An alias is a friendly name for a AWS KMS key. For example, an alias lets you refer to a KMS key as test-key instead of 1234abcd-12ab-34cd-56ef-1234567890ab .
What is an alias record used for?
¶ You will use an ALIAS record when you want the domain itself (not a subdomain) to “point” to a hostname. The ALIAS record is similar to a CNAME record, which is used to point subdomains to a hostname. The CNAME record only can be used for subdomains, so the ALIAS record fills this gap.
What is difference between Alias and CNAME?
Understanding the differences The CNAME record maps a name to another name. It should only be used when there are no other records on that name. The ALIAS record maps a name to another name, but can coexist with other records on that name.
What is an alias record set?
Azure DNS alias records are qualifications on a DNS record set. They can reference other Azure resources from within your DNS zone. For example, you can create an alias record set that references an Azure public IP address instead of an A record.
How do I create alias record in Route 53?
Create an alias record Create your record using the Route 53 console and specify the necessary values for alias records. Be sure to use the correct DNS record type for IP addresses in the service you’re pointing to: Amazon CloudFront distribution – A record (IPv4) or AAAA record (IPv6)
What is Route 53 hosted zone?
A hosted zone is an Amazon Route 53 concept. A hosted zone is analogous to a traditional DNS zone file; it represents a collection of records that can be managed together, belonging to a single parent domain name. All resource record sets within a hosted zone must have the hosted zone’s domain name as a suffix.
Why do servers have aliases?
One reason for using this could be to make a computer look as though it is multiple computers, so for example you could have one server that is acting as both a gateway (router) and a DHCP server and DNS using three different IP addresses, perhaps with a future plan to use a hardware router and to move the …
What is alias in server?
A domain alias is an additional/alternate domain name created for the primary domain of the website. For example, if domain name for your website is example.net, you can register another domain name for the same website – example.com and have it point to the location of example.net.
What is Zone apex in AWS?
A zone apex record is a DNS record at the root of a DNS zone, such as ‘example.com. without having to change DNS or client configurations. If you are using Amazon Route 53 to manage your hosted zone, AWS provides alias record sets to redirect your zone apex requests to an AWS service DNS name.
What is a record Route 53?
With Amazon Route 53, you can create and manage your public DNS records. Like a phone book, Route 53 lets you manage the IP addresses listed for your domain names in the Internet’s DNS phone book. Route 53 also answers requests to translate specific domain names like into their corresponding IP addresses like 192.0.
What is difference between a record and CNAME?
An A record is the actual record. The name is resolved to the corresponding IP address. CNAME records (short for Canonical Name) map your hostname to another hostname. It is useful for pointing many hosts to the same place and updating them easily.
Why is Route 53 used?
Amazon Route 53 is a highly available and scalable cloud Domain Name System (DNS) web service. It is designed to give developers and businesses an extremely reliable and cost effective way to route end users to Internet applications by translating names like into the numeric IP addresses like 192.0.
What are Amazon Route 53 Alias Records?
Amazon Route 53 alias records are mapped internally to the DNS name of alias targets such as AWS resources. Route 53 monitors the IP address associated with an alias target’s DNS name for scaling actions and software updates.
What is Route 53 in AWS?
Amazon Route 53. Amazon Route 53 is a highly available and scalable cloud Domain Name System (DNS) web service.
What TTL value does Route 53 use for Alias Records?
If an alias record points to another record in the same hosted zone, Route 53 uses the TTL of the record that the alias record points to. For more information about the current TTL value for Elastic Load Balancing, go to Request routing in the Elastic Load Balancing User Guide and search for “ttl”.
Why does Route 53 return SERVFAIL/refused rcode error when creating Alias Records?
Route 53 follows the pointer in an alias record only if the record type matches. To create an alias record for a CNAME record, the alias target must resolve to a CNAME value. Even if you create an invalid CNAME (ALIAS) record, Route 53 can’t resolve the IP address of the endpoint. As a result, Route 53 returns an SERVFAIL/REFUSED RCODE error.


What is the count of lines in the listing below that hold the string "Órdenes"? Reply with that number alone.
Start of Block
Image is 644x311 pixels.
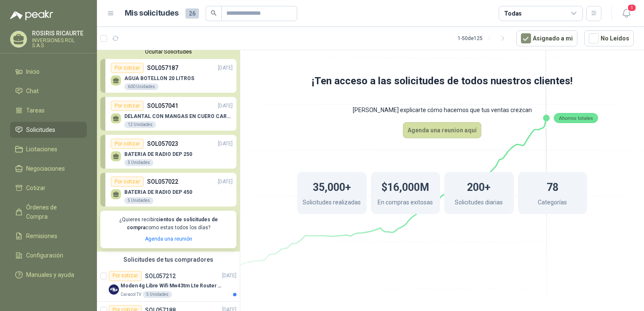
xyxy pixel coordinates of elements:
[97,268,240,302] a: Por cotizarSOL057212[DATE] Company LogoModen 4g Libre Wifi Mw43tm Lte Router Móvil Internet 5ghz ...
[313,177,351,195] h1: 35,000+
[100,59,237,93] a: Por cotizarSOL057187[DATE] AGUA BOTELLON 20 LITROS600 Unidades
[121,282,226,290] p: Moden 4g Libre Wifi Mw43tm Lte Router Móvil Internet 5ghz ALCATEL DESBLOQUEADO
[218,102,233,110] p: [DATE]
[302,198,361,209] p: Solicitudes realizadas
[26,270,74,279] span: Manuales y ayuda
[124,75,195,81] p: AGUA BOTELLON 20 LITROS
[378,198,432,209] p: En compras exitosas
[110,139,144,148] div: Por cotizar
[121,291,141,298] p: Caracol TV
[26,183,45,192] span: Cotizar
[627,4,637,12] span: 1
[147,63,178,72] p: SOL057187
[10,10,53,20] img: Logo peakr
[10,64,87,79] a: Inicio
[10,83,87,99] a: Chat
[211,10,217,16] span: search
[218,140,233,148] p: [DATE]
[26,144,58,154] span: Licitaciones
[222,272,237,280] p: [DATE]
[100,135,237,169] a: Por cotizarSOL057023[DATE] BATERIA DE RADIO DEP 2505 Unidades
[105,215,231,232] p: ¿Quieres recibir como estas todos los días?
[145,273,176,279] p: SOL057212
[458,32,510,45] div: 1 - 50 de 125
[124,197,153,204] div: 5 Unidades
[10,199,87,224] a: Órdenes de Compra
[504,9,522,18] div: Todas
[10,161,87,176] a: Negociaciones
[32,30,87,36] p: ROSIRIS RICAURTE
[546,177,559,195] h1: 78
[124,189,192,195] p: BATERIA DE RADIO DEP 450
[100,48,237,55] button: Ocultar Solicitudes
[26,231,58,241] span: Remisiones
[10,247,87,264] a: Configuración
[100,97,237,131] a: Por cotizarSOL057041[DATE] DELANTAL CON MANGAS EN CUERO CARNAZA12 Unidades
[147,101,178,110] p: SOL057041
[584,30,634,46] button: No Leídos
[124,159,153,166] div: 5 Unidades
[218,178,233,186] p: [DATE]
[108,285,119,295] img: Company Logo
[97,45,240,251] div: Ocultar SolicitudesPor cotizarSOL057187[DATE] AGUA BOTELLON 20 LITROS600 UnidadesPor cotizarSOL05...
[517,30,578,46] button: Asignado a mi
[147,139,178,148] p: SOL057023
[127,217,218,230] b: cientos de solicitudes de compra
[97,251,240,268] div: Solicitudes de tus compradores
[186,8,199,18] span: 26
[10,180,87,196] a: Cotizar
[110,63,144,73] div: Por cotizar
[10,102,87,119] a: Tareas
[32,38,87,48] p: INVERSIONES ROL S.A.S
[26,164,65,173] span: Negociaciones
[538,198,567,209] p: Categorías
[403,122,481,138] button: Agenda una reunion aquí
[124,121,156,128] div: 12 Unidades
[108,271,142,281] div: Por cotizar
[124,113,233,119] p: DELANTAL CON MANGAS EN CUERO CARNAZA
[218,64,233,72] p: [DATE]
[26,86,39,96] span: Chat
[100,173,237,207] a: Por cotizarSOL057022[DATE] BATERIA DE RADIO DEP 4505 Unidades
[10,141,87,157] a: Licitaciones
[125,7,179,20] h1: Mis solicitudes
[10,267,87,283] a: Manuales y ayuda
[147,177,178,186] p: SOL057022
[26,67,39,77] span: Inicio
[145,236,192,242] a: Agenda una reunión
[26,203,79,221] span: Órdenes de Compra
[124,151,192,157] p: BATERIA DE RADIO DEP 250
[110,176,144,186] div: Por cotizar
[382,177,429,195] h1: $16,000M
[26,106,45,115] span: Tareas
[467,177,491,195] h1: 200+
[110,101,144,110] div: Por cotizar
[143,291,172,298] div: 5 Unidades
[10,228,87,244] a: Remisiones
[124,83,159,90] div: 600 Unidades
[619,6,634,21] button: 1
[455,198,503,209] p: Solicitudes diarias
[10,122,87,138] a: Solicitudes
[26,125,55,134] span: Solicitudes
[26,251,63,260] span: Configuración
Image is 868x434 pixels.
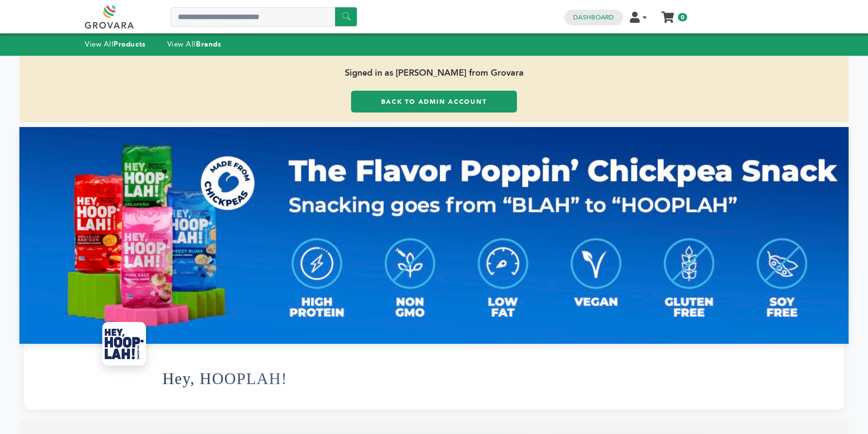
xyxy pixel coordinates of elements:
[678,13,687,22] span: 0
[19,56,849,90] span: Signed in as [PERSON_NAME] from Grovara
[663,9,673,19] a: My Cart
[351,90,517,112] a: Back to Admin Account
[113,39,146,49] strong: Products
[170,7,357,26] input: Search a product or brand...
[196,39,221,49] strong: Brands
[163,354,288,402] h1: Hey, HOOPLAH!
[167,39,222,49] a: View AllBrands
[85,39,146,49] a: View AllProducts
[105,325,144,363] img: Hey, HOOPLAH! Logo
[574,13,615,22] a: Dashboard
End of Block
Response to the exercise ▸ 2